Making everybody stand makes people uncomfortable because it's essentially forcing them to inconvenience other people.


I've always thought of it as a classic latency vs throughput tradeoff. You sacrifice some individual latency (of the people on the left walking quickly) for improving the overall throughput of the system (and therefore worst case latency).


This is the way I remember it in Tokyo: stand on the side, unless it's super busy. Then you jam-pack as many people as humanly possible.


'Stand on the right' is relative to which way you are facing. You would still be correctly following the instruction if you are facing opposite to the direction of travel and standing in the way of 'walkers' (on your right). I find Londoners generally receive this sort of humour very poorly ;)


Why doesn't London Underground use either slowed or stopped escalators when there are no passengers?

I noticed in Berlin, escalators without people often run very slowly. They speed up as soon as someone steps on.

In Copenhagen, they stop. This is presumably more efficient, but it's easier to assume the escalator is broken, and a bit disorientating.


Where new escalators have been put in they do. Mostly this is in new stations or station entrances. Eg the new Cannon St Stn entrance.

I suspect there's no reasonable way to retrofit them to existing ones - probably requires a different type of electric motor and AC speed controller plus sensors which is getting to be a pretty big job (so expensive even if the parts aren't).

It takes TFL about 9 months to replace out an old escalator for a new one. I think I'm correct to say they have 50 year operational lives.


> It takes TFL about 9 months to replace out an old escalator for a new one. I think I'm correct to say they have 50 year operational lives.

Seriously? Why? Genuinely curious

It takes them a few days to replace the ones in local supermarkets, including the flat conveyor ones to carry the trolleys.


The health and safety aspect is mind-numbingly overbearing. And for good reason. It is an underground workspace that is surrounded by the general public. When escalators are replaced the entire work area gets boxed in. There must be significant controls in terms of dust, gas (like welding equipment), noise etc. Fire is a significant risk and the underground has history that makes them anxious about fire and escalators (see Kings Cross Fire). Most of the work probably has to take place after hours, and subject to other maintenance taking place. On the underground, you can't just put a new escalator in a docker container and spin it up. The Underground is a significantly complex environment.

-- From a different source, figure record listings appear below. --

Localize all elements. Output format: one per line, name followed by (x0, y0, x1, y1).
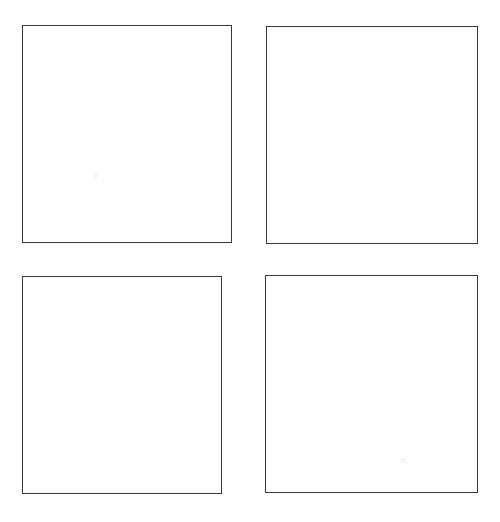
faint-speck-icon (93, 172, 98, 179)
panel-bottom-left-content (23, 277, 221, 493)
faint-speck-icon (400, 458, 406, 463)
panel-top-right[interactable] (266, 26, 478, 244)
panel-bottom-left[interactable] (22, 276, 222, 494)
panel-grid-canvas (0, 0, 500, 522)
panel-bottom-right[interactable] (265, 275, 478, 493)
panel-top-right-content (267, 27, 477, 243)
panel-top-left-content (23, 26, 231, 242)
panel-top-left[interactable] (22, 25, 232, 243)
panel-bottom-right-content (266, 276, 477, 492)
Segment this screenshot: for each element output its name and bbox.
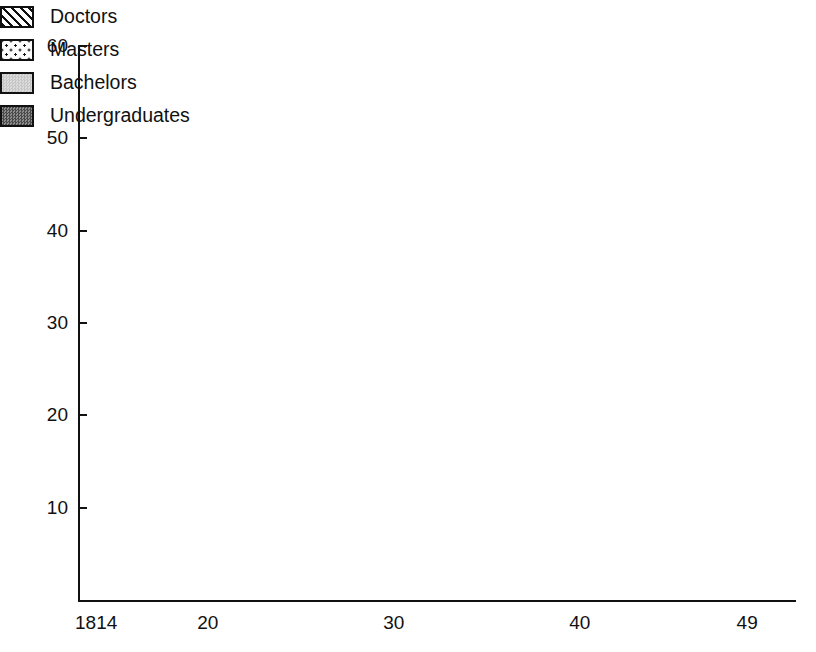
y-axis-tick-label: 40 xyxy=(22,220,68,242)
doctors-swatch xyxy=(0,6,34,28)
y-axis-tick-label: 10 xyxy=(22,497,68,519)
legend-label: Undergraduates xyxy=(50,104,190,127)
legend-item-undergraduates[interactable]: Undergraduates xyxy=(0,99,190,132)
legend-label: Bachelors xyxy=(50,71,137,94)
legend-item-doctors[interactable]: Doctors xyxy=(0,0,190,33)
y-axis-tick-mark xyxy=(78,414,87,416)
chart-legend: DoctorsMastersBachelorsUndergraduates xyxy=(0,0,190,132)
legend-item-masters[interactable]: Masters xyxy=(0,33,190,66)
x-axis-tick-label: 20 xyxy=(197,612,218,634)
y-axis-tick-mark xyxy=(78,230,87,232)
legend-label: Masters xyxy=(50,38,119,61)
x-axis-tick-label: 49 xyxy=(737,612,758,634)
x-axis-tick-label: 1814 xyxy=(75,612,117,634)
y-axis-tick-label: 20 xyxy=(22,404,68,426)
y-axis-tick-label: 30 xyxy=(22,312,68,334)
legend-item-bachelors[interactable]: Bachelors xyxy=(0,66,190,99)
bachelors-swatch xyxy=(0,72,34,94)
x-axis-line xyxy=(78,600,796,602)
masters-swatch xyxy=(0,39,34,61)
x-axis-tick-label: 30 xyxy=(383,612,404,634)
legend-label: Doctors xyxy=(50,5,117,28)
x-axis-tick-label: 40 xyxy=(569,612,590,634)
undergraduates-swatch xyxy=(0,105,34,127)
y-axis-tick-mark xyxy=(78,137,87,139)
chart-canvas: 102030405060181420304049 DoctorsMastersB… xyxy=(0,0,816,652)
y-axis-tick-mark xyxy=(78,322,87,324)
y-axis-tick-mark xyxy=(78,507,87,509)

From a few cases I have seen, it is partly due to the very long service life. New units are substantially different from older ones, particularly in all the bits of it that you do not see as a pedestrian. Often times the retrofit involves a lot of concrete work and other work to adapt the mounting and support points to accommodate the newer designs. Couple this with the fact that you are usually doing the work in sub-optimal conditions because they are trying to keep the rest of the area open for pedestrians, so there is additional safety considerations that you don't have in a new construction install.


Probably because they're bespoke, subject to heavier use, located in confined spaces, and are expected to run 20 hours a day for 50 years.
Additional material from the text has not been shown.